The Old Masters auctions in New York saw notable results this week, with new records set for artists including Artemisia Gentileschi, Michelangelo and Rembrandt, while also bringing historically significant works—some fresh to market or newly restituted—into public view.
Christie’s Old Masters auction on Wednesday fetched a $54.3m with fees, the highest total for a New York sale in the category in more than a decade. One of Artemisia Gentileschi’s earliest self-portraits sold for a record $5.7m during its auction debut. Depicted as Saint Catherine of Alexandria, Gentileschi painted herself holding a martyr’s palm leaf and wearing a crown and royal robes with a peek of a spiked wheel behind her. The winning bid far exceeded the painting’s $2.5m to $3.5m estimate, and also surpassed the previous record for a Gentileschi work at auction, €4.8m at an Artcurial Paris sale in 2019.
Also during Wednesday’s sale at Christie’s, Canaletto’s Venice, the Bucintoro at the Molo on Ascension Day (around 1754) sold for $30.5m with fees. A different painting of the same view of the Venetian Lagoon broke the artist’s record at auction in July when it sold for £31.9m at Christie’s London.
During Christie’s Old Master and British Drawings sale on Thursday, a miniature drawing of a foot recently attributed to Michaelangelo sold for a record-breaking $27.2m with fees. The five-inch red chalk drawing is believed to be a study for the Sistine Chapel and is fresh to market, which likely helped it hop well above its $2m high estimate. The consignor is located in Northern California, and the drawing has been in his family since the late 18th century. The previous record for a drawing by Michelangelo was €23.2m with fees, set at Christie’s Paris in 2022.
Rembrandt, Young Lion Resting Courtesy Sotheby’s
One of the buzziest lots of the week was Rembrandt’s Young Lion Resting, a small chalk drawing that sold at Sotheby’s New York on Wednesday for $17.8m will fees. The drawing hammered at $15m—on the low end of its estimate range—but is still the highest price ever fetched for a Rembrandt drawing at auction. The work was consigned by Thomas S. Kaplan and Daphne Recanati Kaplan. The billionaire and his wife have built the largest privately-owned collection of Rembrandts in the world, and Young Lion Resting was the first work by the artist the couple acquired. All proceeds from the sale will go toward Panthera, the Kaplans’ charity for wild cats. The work is the last of six known drawings of lions by Rembrandt in private hands. Others are in the Musée du Louvre in Paris, the Rijksmuseum in Amsterdam, the Museum Boijmans Van Beuningen in Rotterdam, and two in the British Museum. In his newsletter The Gray Market, Tim Schneider reported the drawing was purchased by Dutch dealer Salomon Lilian “on behalf of a big collector”.
A rare Hebrew illuminated manuscript, dating back to 15th-century Vienna, sold for $6.4m at Sotheby’s on Thursday. Called the Rothschild Vienna Mahzor, the book of High Holiday prayers was acquired by the famed banking family it was named for in 1812 in Nuremberg and was passed down through generations of the family. However, the manuscript was seized during the Holocaust and sent to the Austrian National Library where, according to Sotheby’s, it was unrecognised as Nazi loot. The mahzor only resurfaced publicly in 2021 when it was loaned for an exhibition dedicated to the Viennese branch of the Rothschilds—the family hadn’t even known the manuscript was in the library. The Austrian government voluntarily restituted the mahzor last year after researching its provenance, setting the stage for its appearance at auction.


**Goal of the exercise**. Starting with the line that contains "Image resolution: width=1387", give again exactly and only each line through the end of the records; include the last line and exclude pictures.

[Start of Attachment]

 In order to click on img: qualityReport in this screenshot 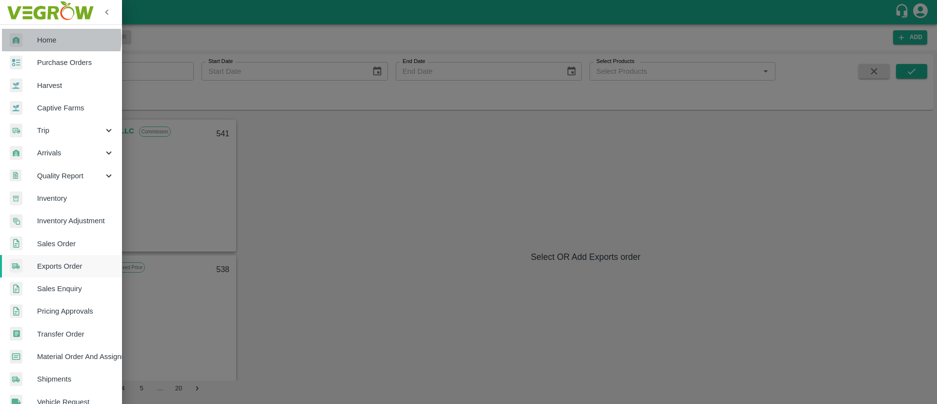, I will do `click(16, 175)`.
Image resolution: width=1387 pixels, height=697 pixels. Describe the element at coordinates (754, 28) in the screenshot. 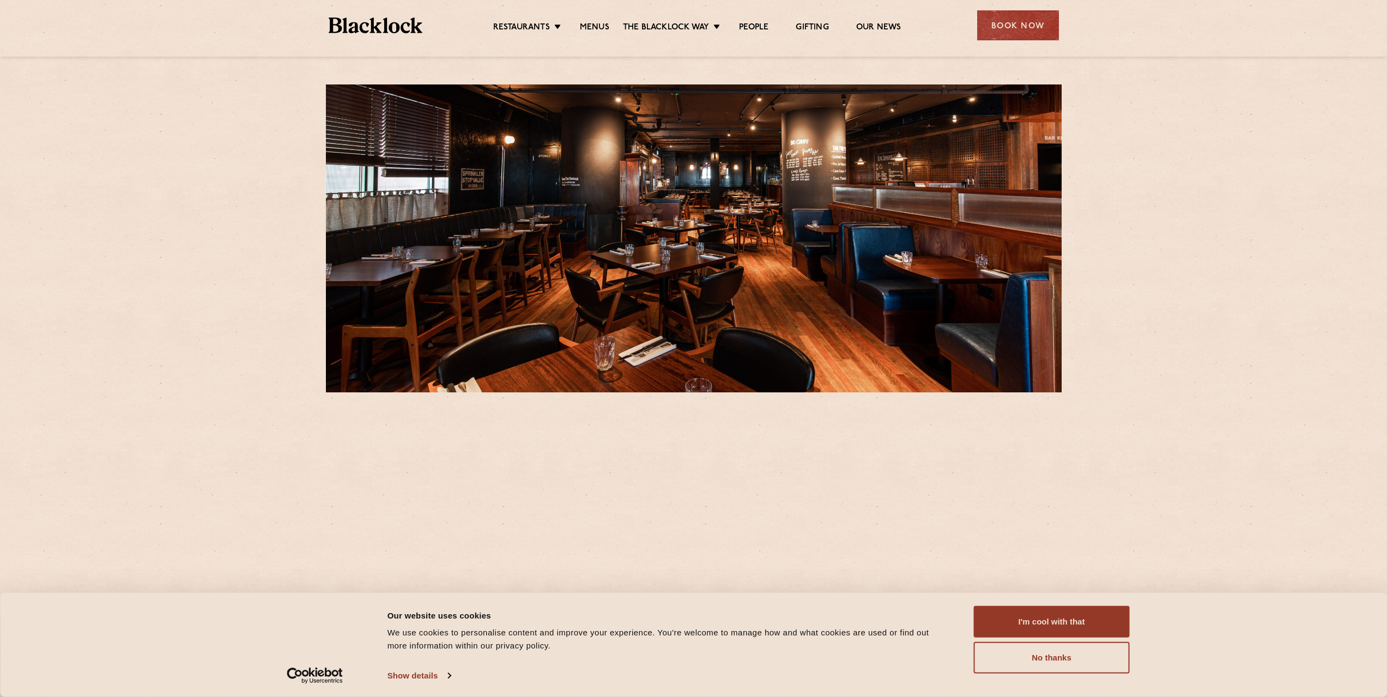

I see `a: People` at that location.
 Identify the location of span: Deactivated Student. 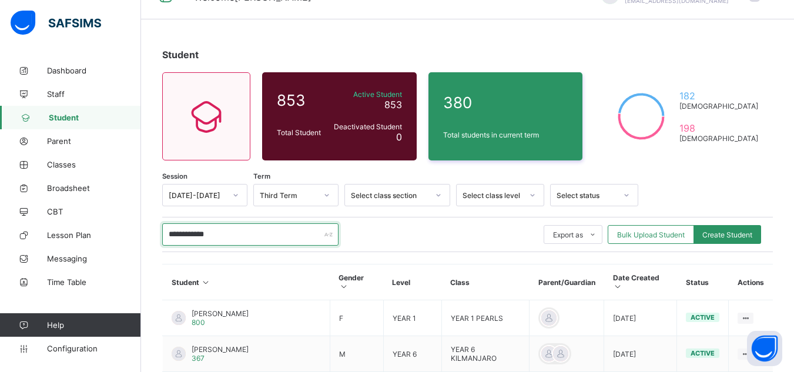
(367, 126).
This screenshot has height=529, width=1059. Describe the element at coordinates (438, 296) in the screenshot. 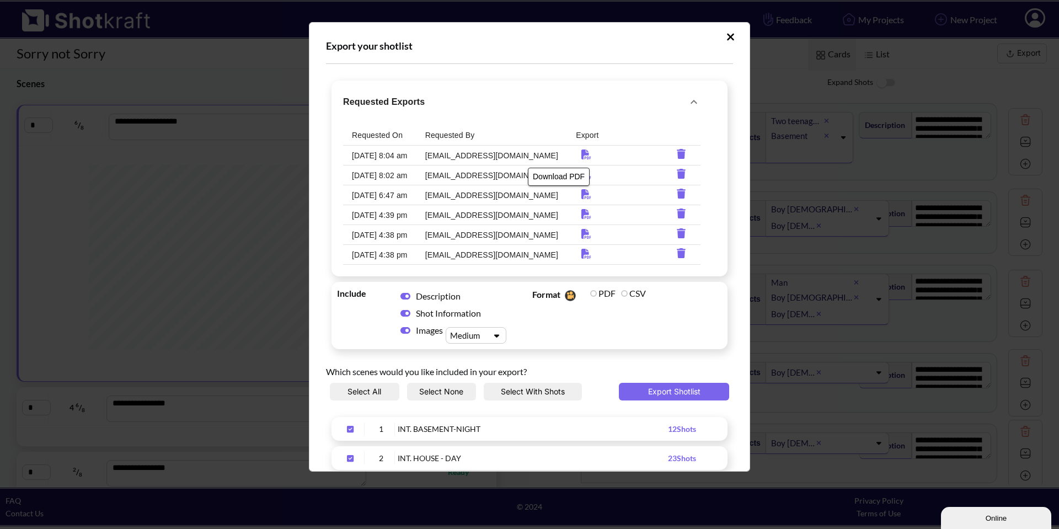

[End of Attachment]

**Answer box**.
Image resolution: width=1387 pixels, height=697 pixels. Describe the element at coordinates (754, 28) in the screenshot. 

I see `a: People` at that location.
 Identify the location of span: Deactivated Student. 
(367, 126).
This screenshot has height=529, width=1059. Describe the element at coordinates (438, 296) in the screenshot. 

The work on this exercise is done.